By: Staff Writer
February 19, 2021
In a rare display of unity, the 14 independent CARICOM states today insisted on the equitable distribution of COVID-19 vaccines.
A resolution which CARICOM sponsored was adopted by the Permanent Council of the Organization of American States by acclamation.
The Resolution was presented on behalf of CARICOM by Antigua and Barbuda’s Ambassador, Sir Ronald Sanders, who was the architect of the original resolution and who was the chief negotiator for its adoption along with Trinidad and Tobago’s Ambassador Anthony Phillips-Spencer, the Chair of the CARICOM caucus.
Speaking for CARICOM, Ambassador Sanders told the OAS that its 34 member states accounted for 45 percent of the infected cases and 48 percent of the deaths globally. “That is almost half the global number of infected cases and nearly half the number of deaths in the world”.
The Ambassador added, “Those figures alone should give each of us – and all of us – every good reason to be gravely troubled about the damaging effects of the COVID-19 pandemic on the health and well-being of our peoples. In many – if not all – our countries, our hospitals are finding it enormously difficult to cope”.
Sir Ronald explained that while the majority of developing states, including in Latin America and the Caribbean, are still without stocks of vaccines, “some developed countries have ordered vaccines, in one case five times the size of its population, and are hoarding them, at a time when they are desperately needed throughout the world”.
Ambassador Sanders cited studies which indicate that some of the world’s rich nations, representing only 15 percent of the global population have bought 60 percent of the available vaccines”.
He said, “The world will not survive if 15 percent of the world holds for itself 60% of vaccines, and 85% of the people must struggle for an equitable share.”
Presenting grim figures for the member states of the OAS, Sanders emphasized that only two counties have managed to give one shot of vaccines to more than 10 percent of their populations. The countries are the U.S. at 12 percent and Chile at 10 percent.
He revealed that only three other countries have inoculated more than 1 percent of their people, but “none of the remaining 29 member states have sufficient vaccines to inoculate more than 0.95 percent of their people”.
The Antigua and Barbuda diplomat also warned wealthy countries that “even if they are fully vaccinated by the middle of this year, and poor countries remain largely shut out, the global economy would suffer losses exceeding US$9tr, a sum greater than the annual output of Japan and Germany combined”. “No one will benefit”, he said, “We are truly all in this together”.
The Resolution called for a scaling-up of production by the main vaccine producing countries; faster distribution of the vaccines, low-cost financing from international financial institutions so that developing countries can buy needed stocks. It also called expressed grave concern about inequitable access and distribution of vaccines.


### WORK TASK
Restate the full listing word for word; images stay out of it.
Top of EXTRACTED ENTRIES
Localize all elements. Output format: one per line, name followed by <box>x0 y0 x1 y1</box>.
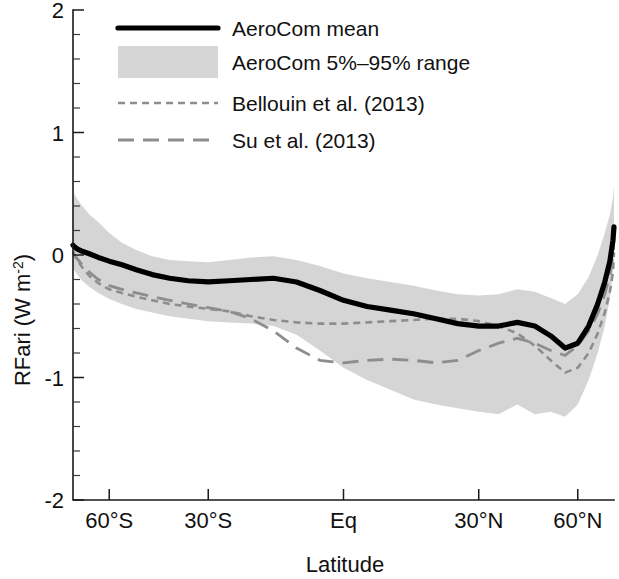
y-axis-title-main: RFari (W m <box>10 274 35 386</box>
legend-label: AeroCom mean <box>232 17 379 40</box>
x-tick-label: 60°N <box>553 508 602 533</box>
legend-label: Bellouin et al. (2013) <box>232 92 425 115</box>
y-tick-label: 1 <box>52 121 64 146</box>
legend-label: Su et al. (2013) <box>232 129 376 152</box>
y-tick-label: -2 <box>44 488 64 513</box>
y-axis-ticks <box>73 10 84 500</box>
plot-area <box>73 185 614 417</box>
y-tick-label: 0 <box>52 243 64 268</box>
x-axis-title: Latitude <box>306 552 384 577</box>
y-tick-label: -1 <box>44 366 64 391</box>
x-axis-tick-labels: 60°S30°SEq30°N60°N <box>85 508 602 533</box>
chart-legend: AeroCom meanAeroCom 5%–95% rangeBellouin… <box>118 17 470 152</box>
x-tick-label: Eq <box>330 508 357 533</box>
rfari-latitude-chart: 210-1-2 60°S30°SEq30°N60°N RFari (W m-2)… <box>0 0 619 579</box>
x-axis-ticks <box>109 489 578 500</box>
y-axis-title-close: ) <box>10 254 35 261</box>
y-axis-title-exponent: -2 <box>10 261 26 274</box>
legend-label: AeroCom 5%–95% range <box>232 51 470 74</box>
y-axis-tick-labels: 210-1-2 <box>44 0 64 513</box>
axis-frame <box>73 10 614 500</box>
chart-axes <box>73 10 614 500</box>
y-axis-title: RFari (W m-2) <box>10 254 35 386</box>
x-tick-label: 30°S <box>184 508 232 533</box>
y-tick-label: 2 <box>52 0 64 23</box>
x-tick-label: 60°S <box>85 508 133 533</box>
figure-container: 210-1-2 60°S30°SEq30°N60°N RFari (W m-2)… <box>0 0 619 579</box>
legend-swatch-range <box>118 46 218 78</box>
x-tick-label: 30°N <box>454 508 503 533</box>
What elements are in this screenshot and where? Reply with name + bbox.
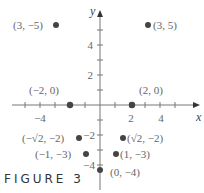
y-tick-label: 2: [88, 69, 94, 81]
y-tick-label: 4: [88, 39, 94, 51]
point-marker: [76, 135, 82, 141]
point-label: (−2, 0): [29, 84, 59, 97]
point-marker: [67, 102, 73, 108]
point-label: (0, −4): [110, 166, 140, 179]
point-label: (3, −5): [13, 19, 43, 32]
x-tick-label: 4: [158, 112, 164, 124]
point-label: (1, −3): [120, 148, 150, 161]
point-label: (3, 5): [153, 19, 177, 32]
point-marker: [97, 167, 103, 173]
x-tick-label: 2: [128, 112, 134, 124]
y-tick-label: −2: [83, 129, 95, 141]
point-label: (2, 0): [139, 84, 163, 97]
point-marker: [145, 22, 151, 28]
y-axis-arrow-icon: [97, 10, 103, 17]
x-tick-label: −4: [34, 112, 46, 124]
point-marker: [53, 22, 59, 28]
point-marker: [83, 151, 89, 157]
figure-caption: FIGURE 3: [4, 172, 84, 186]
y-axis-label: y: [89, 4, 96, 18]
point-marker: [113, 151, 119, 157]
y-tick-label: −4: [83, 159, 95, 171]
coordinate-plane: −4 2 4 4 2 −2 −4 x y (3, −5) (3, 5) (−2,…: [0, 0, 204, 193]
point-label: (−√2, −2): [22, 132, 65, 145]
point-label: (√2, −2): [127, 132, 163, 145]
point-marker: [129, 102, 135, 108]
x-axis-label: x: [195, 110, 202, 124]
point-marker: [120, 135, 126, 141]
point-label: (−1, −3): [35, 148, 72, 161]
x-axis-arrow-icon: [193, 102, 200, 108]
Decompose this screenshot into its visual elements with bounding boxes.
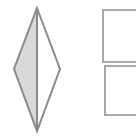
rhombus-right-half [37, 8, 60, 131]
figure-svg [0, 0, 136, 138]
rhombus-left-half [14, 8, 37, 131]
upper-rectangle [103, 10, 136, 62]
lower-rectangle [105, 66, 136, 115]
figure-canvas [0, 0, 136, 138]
Bottom of EXTRACTED ENTRIES
### WRITTEN RESPONSE
Localize all elements. Output format: one per line, name followed by <box>x0 y0 x1 y1</box>.
y-axis-title-main: RFari (W m <box>10 274 35 386</box>
legend-label: AeroCom mean <box>232 17 379 40</box>
x-tick-label: 60°N <box>553 508 602 533</box>
legend-label: Bellouin et al. (2013) <box>232 92 425 115</box>
y-tick-label: 1 <box>52 121 64 146</box>
legend-label: Su et al. (2013) <box>232 129 376 152</box>
y-tick-label: -2 <box>44 488 64 513</box>
y-axis-ticks <box>73 10 84 500</box>
plot-area <box>73 185 614 417</box>
y-tick-label: 0 <box>52 243 64 268</box>
x-axis-title: Latitude <box>306 552 384 577</box>
y-tick-label: -1 <box>44 366 64 391</box>
x-axis-tick-labels: 60°S30°SEq30°N60°N <box>85 508 602 533</box>
chart-legend: AeroCom meanAeroCom 5%–95% rangeBellouin… <box>118 17 470 152</box>
x-tick-label: Eq <box>330 508 357 533</box>
rfari-latitude-chart: 210-1-2 60°S30°SEq30°N60°N RFari (W m-2)… <box>0 0 619 579</box>
x-axis-ticks <box>109 489 578 500</box>
y-axis-title-close: ) <box>10 254 35 261</box>
y-axis-title-exponent: -2 <box>10 261 26 274</box>
legend-label: AeroCom 5%–95% range <box>232 51 470 74</box>
y-axis-tick-labels: 210-1-2 <box>44 0 64 513</box>
axis-frame <box>73 10 614 500</box>
chart-axes <box>73 10 614 500</box>
y-axis-title: RFari (W m-2) <box>10 254 35 386</box>
x-tick-label: 30°S <box>184 508 232 533</box>
y-tick-label: 2 <box>52 0 64 23</box>
x-tick-label: 60°S <box>85 508 133 533</box>
figure-container: 210-1-2 60°S30°SEq30°N60°N RFari (W m-2)… <box>0 0 619 579</box>
legend-swatch-range <box>118 46 218 78</box>
x-tick-label: 30°N <box>454 508 503 533</box>
What elements are in this screenshot and where? Reply with name + bbox.
y-tick-label: 2: [88, 69, 94, 81]
y-tick-label: 4: [88, 39, 94, 51]
point-marker: [76, 135, 82, 141]
point-label: (−2, 0): [29, 84, 59, 97]
point-marker: [67, 102, 73, 108]
point-label: (0, −4): [110, 166, 140, 179]
point-label: (3, −5): [13, 19, 43, 32]
x-tick-label: 4: [158, 112, 164, 124]
point-label: (1, −3): [120, 148, 150, 161]
point-label: (3, 5): [153, 19, 177, 32]
point-marker: [97, 167, 103, 173]
x-tick-label: 2: [128, 112, 134, 124]
y-tick-label: −2: [83, 129, 95, 141]
point-label: (2, 0): [139, 84, 163, 97]
point-marker: [145, 22, 151, 28]
y-axis-arrow-icon: [97, 10, 103, 17]
x-tick-label: −4: [34, 112, 46, 124]
point-marker: [53, 22, 59, 28]
point-marker: [83, 151, 89, 157]
figure-caption: FIGURE 3: [4, 172, 84, 186]
y-axis-label: y: [89, 4, 96, 18]
point-marker: [113, 151, 119, 157]
y-tick-label: −4: [83, 159, 95, 171]
coordinate-plane: −4 2 4 4 2 −2 −4 x y (3, −5) (3, 5) (−2,…: [0, 0, 204, 193]
point-label: (−√2, −2): [22, 132, 65, 145]
point-label: (√2, −2): [127, 132, 163, 145]
point-marker: [129, 102, 135, 108]
x-axis-label: x: [195, 110, 202, 124]
point-marker: [120, 135, 126, 141]
point-label: (−1, −3): [35, 148, 72, 161]
x-axis-arrow-icon: [193, 102, 200, 108]
Decompose this screenshot into its visual elements with bounding boxes.
rhombus-right-half [37, 8, 60, 131]
figure-svg [0, 0, 136, 138]
rhombus-left-half [14, 8, 37, 131]
upper-rectangle [103, 10, 136, 62]
lower-rectangle [105, 66, 136, 115]
figure-canvas [0, 0, 136, 138]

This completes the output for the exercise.